Tisch plays down tests’ role in new evaluations

Responding to concerns that an evaluation law passed Tuesday night could result in state test scores counting for half of a teacher’s final rating, Regents Chancellor Merryl Tisch stressed that was just one interpretation in a radio interview Wednesday.

“The legislation that has been put forth physically does not say 50 percent,” said Tisch, who the law tasks with determining some details of the new evaluation system. “If that had been the intent, that should have been written into the law.”

The comments, made on the Capitol Pressroom, were Tisch’s first since a budget agreement was announced on Sunday and came just hours after lawmakers approved the state budget. They suggest that she intends to take full advantage of her decision-making role and will look for ways to limit the influence of tests, whose reliability as a measure of a teacher’s job performance has come under increased scrutiny in recent years.

The law does clearly state that only two measures — tests and observations — will be required for evaluations, and a matrix of rules in the legislation implies that both will be given relatively equal footing. For each of 16 possible combinations of the testing and observation measures, the law prescribes a final grade.

But the law also charges the education commissioner and Regents chancellor with determining “the weights and scoring ranges” for the testing and observation components. Tisch, who has said she supports an evaluation system in which test scores count for 40 percent in the past, did not specify what an ideal weight for tests should be. But she repeatedly suggested there is enough flexibility in the legislation for the Regents to keep it at less than 50 percent.

“What we are going to do at the State Education Department is create an evaluation system that takes guidance from the legislation as was intended,” Tisch said. “[Lawmakers] didn’t put in 50 percent, which means they couldn’t agree to 50 percent.”

City teachers union President Michael Mulgrew said in an interview that his reading of the law also left plenty open to interpretation.

“It’s not 50 percent test scores,” Mulgrew said. “It’s not a victory for [Cuomo] at all.”

The 50 percent figure comes from Gov. Andrew Cuomo, who said tests should account for half of a teacher’s rating in his January budget proposal.

“The tests are the only standard objective,” Cuomo said in a separate radio interview. “You want to be able to compare Buffalo to Manhattan.”

But Tisch said the changes also worried her, and her main concern is that they wouldn’t get the buy-in of teachers, principals, and administrators being told to adjust to an entirely new set of rules just two years after the existing evaluation system debuted.

“Every year there’s a new thing coming out that requires them to jump through hoops,” Tisch said.

New York City schools Chancellor Carmen Fariña, who criticized several features of Cuomo’s evaluation proposal in recent weeks, has not commented on the new evaluation law.

Final ratings under a new default evaluation system will be determined by matching ratings from testing and observation subcomponents according to the matrix above.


Below are some records. Copy every line in them that holds "excretory".

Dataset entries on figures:
== Segment start ==

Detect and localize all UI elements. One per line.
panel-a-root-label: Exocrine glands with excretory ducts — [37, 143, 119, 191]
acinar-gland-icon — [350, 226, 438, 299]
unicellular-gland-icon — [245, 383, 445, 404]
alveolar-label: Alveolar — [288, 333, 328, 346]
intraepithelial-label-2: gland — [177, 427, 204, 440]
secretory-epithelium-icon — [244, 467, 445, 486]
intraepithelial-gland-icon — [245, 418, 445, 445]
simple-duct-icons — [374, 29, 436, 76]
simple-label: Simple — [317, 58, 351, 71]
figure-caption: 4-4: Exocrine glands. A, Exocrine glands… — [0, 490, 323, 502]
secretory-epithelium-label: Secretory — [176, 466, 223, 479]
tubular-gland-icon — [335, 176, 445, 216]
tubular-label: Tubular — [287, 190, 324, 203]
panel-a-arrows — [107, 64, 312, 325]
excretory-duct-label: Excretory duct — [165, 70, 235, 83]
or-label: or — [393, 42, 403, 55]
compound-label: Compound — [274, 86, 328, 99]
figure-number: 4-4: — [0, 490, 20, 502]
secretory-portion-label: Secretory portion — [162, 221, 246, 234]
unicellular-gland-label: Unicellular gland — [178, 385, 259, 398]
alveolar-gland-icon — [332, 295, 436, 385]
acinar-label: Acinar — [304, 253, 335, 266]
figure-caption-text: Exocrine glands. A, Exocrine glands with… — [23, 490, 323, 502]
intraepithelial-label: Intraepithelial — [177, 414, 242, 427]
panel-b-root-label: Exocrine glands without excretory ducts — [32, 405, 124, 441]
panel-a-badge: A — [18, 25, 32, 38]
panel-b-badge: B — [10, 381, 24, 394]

== Segment end ==

**ANSWER TO THE PROBLEM**.
panel-a-root-label: Exocrine glands with excretory ducts — [37, 143, 119, 191]
excretory-duct-label: Excretory duct — [165, 70, 235, 83]
panel-b-root-label: Exocrine glands without excretory ducts — [32, 405, 124, 441]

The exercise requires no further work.